XBLinJS 0.4 Release Plans

Features are always in flux until such time as the release occurs, but here is the current plan for 0.4:

  • XBLinJS currently is built on the assumption that if node is a Javascript-reflected DOM node, node.setAttribute(name, value) is the same as node[name] = value. Nope. I thought I was setting up a system whereby you could always say blah.setAttribute(name, value) and it would Just Work whether or not blah was a node or a Widget. Guess not.One way or another, I intend to resolve this in 0.4. I need to research what browsers do with what elements, with what attributes, and figure out what to do. The good news is that much of that should be automatable, the bad news is that it could produce some huge data files, the good news (again) is that huge data files are better than crashing Javascript. A pity it isn't this easy.Egregious example: In IE, node.style is a complicated object, and at least in my copy of IE, node.style = "background-color: #FFFFFF"; doesn't work. (I qualify that because it either worked for other people, or worked in past versions of IE, but it definately does not work for me.) You have to set the attributes in Javascript directly: node.style.backgroundColor = "#FFFFFF";. In Mozilla, you can use direct .style access just fine. I can flatten this difference out pretty easily, but if it gets much more complicated than that, things could get interesting.
  • There are of course other widgets that can be included. A version of the drop-down widget that works in both IE and Mozilla should be included as I'm working on that right now. I might put out a simple ButtonWidget, just because I keep using buttons and it'd be nice to have an easy ButtonWidget for use in .content specifications. Depending on time, a Rich Text editor widget may get included, which could be interesting. (I'm actually converting somebody else's rich text widget, and it's serving as a good example of how XBLinJS can in theory provide a single unifying framework for a lot of extant Javascript libraries for various capabilities that currently do not integrate well.) I think that with either of those two, maybe even both, it'll start turning some heads on the demo page.
  • Event handling at the moment is questionable. I had to get wacky to work with IE 6, and I'm not yet convinced things will work across frames like they are supposed to, or that widgets can attach to other widget's events like they are supposed to. Simple cases work. That will be better tested in 0.4.
  • Finally, I intend to have some sort of tutorial up, which will also serve as a better explanation of what XBLinJS is if you don't already know what XBL is. I haven't worried too much about that up to this point because the library wasn't necessarily ready for that bunch of people, but I think it is getting there.

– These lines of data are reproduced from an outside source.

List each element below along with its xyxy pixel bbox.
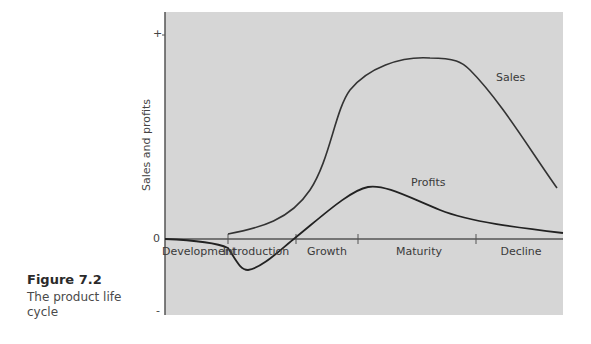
stage-decline: Decline [500,245,541,258]
figure-caption: Figure 7.2 The product life cycle [27,272,147,320]
stage-growth: Growth [307,245,347,258]
figure-number: Figure 7.2 [27,272,147,287]
stage-maturity: Maturity [396,245,442,258]
y-tick-plus: + [153,27,162,40]
sales-curve [228,58,557,234]
y-tick-zero: 0 [153,232,160,245]
stage-introduction: Introduction [223,245,290,258]
y-tick-minus: - [156,304,160,317]
y-axis-label: Sales and profits [140,99,153,191]
profits-label: Profits [411,176,445,189]
sales-label: Sales [496,71,525,84]
figure-title: The product life cycle [27,290,147,320]
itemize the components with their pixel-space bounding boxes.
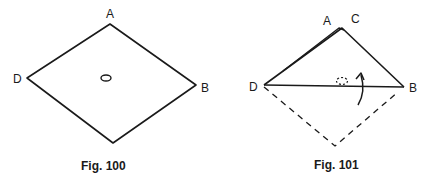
label-d: D <box>249 80 258 94</box>
fold-base-line <box>264 85 404 87</box>
figure-101: A C D B Fig. 101 <box>249 12 417 172</box>
label-c: C <box>351 12 360 26</box>
label-d: D <box>13 72 22 86</box>
label-b: B <box>201 81 209 95</box>
fold-arrow-icon <box>358 75 363 105</box>
dashed-hole-icon <box>337 78 348 85</box>
label-a: A <box>106 7 114 21</box>
diagram-canvas: A B D Fig. 100 A C D B Fig. 101 <box>0 0 431 178</box>
square-diamond <box>27 24 196 143</box>
label-a: A <box>323 14 331 28</box>
center-hole-icon <box>101 75 111 81</box>
label-b: B <box>409 81 417 95</box>
figure-100: A B D Fig. 100 <box>13 7 209 173</box>
caption-fig-100: Fig. 100 <box>81 159 126 173</box>
arrowhead-icon <box>356 73 364 80</box>
dashed-original-outline <box>264 87 398 146</box>
caption-fig-101: Fig. 101 <box>314 158 359 172</box>
folded-top-edge-c <box>264 28 404 87</box>
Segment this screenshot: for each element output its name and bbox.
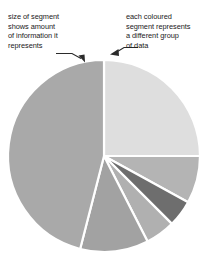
arrow-down-right-icon: [79, 55, 86, 63]
left-annotation-text: size of segment shows amount of informat…: [8, 12, 59, 50]
pie-chart-figure: size of segment shows amount of informat…: [0, 0, 210, 265]
arrow-left-down-icon: [110, 49, 119, 56]
pie-slice-1[interactable]: [104, 60, 200, 156]
right-annotation-text: each coloured segment represents a diffe…: [126, 12, 190, 50]
left-leader-line: [56, 54, 81, 59]
left-callout-pointer: [56, 54, 85, 63]
pie-slices-group: [8, 60, 200, 252]
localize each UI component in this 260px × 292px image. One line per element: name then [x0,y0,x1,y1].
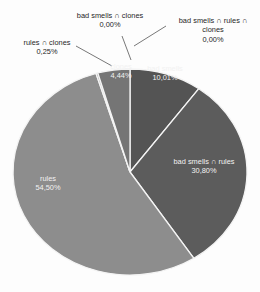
leader-lines-group [76,26,166,66]
pie-chart-figure: bad smells ∩ clones 0,00% bad smells ∩ r… [0,0,260,292]
leader-line-bad-smells-clones [122,36,131,60]
leader-line-rules-clones [76,46,112,66]
leader-line-bad-smells-rules-clones [134,26,166,46]
pie-slices-group [13,69,247,275]
pie-chart-canvas [0,0,260,292]
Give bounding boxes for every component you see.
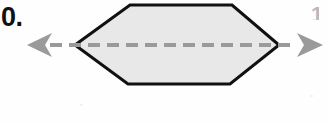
figure-canvas — [0, 0, 329, 122]
right-arrow-icon — [297, 33, 323, 57]
figure-container: 0. 1 — [0, 0, 329, 122]
scan-speck — [80, 104, 83, 106]
left-arrow-icon — [27, 33, 52, 57]
item-number-label: 0. — [1, 2, 23, 32]
scan-speck — [310, 95, 313, 97]
clipped-edge-mark: 1 — [311, 4, 319, 20]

No promises on any front, but that is the plan. I have no idea when this release will be because while I am using XBLinJS a lot in almost all of my current projects, a public release is a lot of work with no immediate and obvious benefit to either me or the project at the moment, and I have no idea when I'm going to be able to spare that time over the next few months. I'm getting dangerously close to living in those "interesting times" of the famed (if apocryphal) Chinese curse.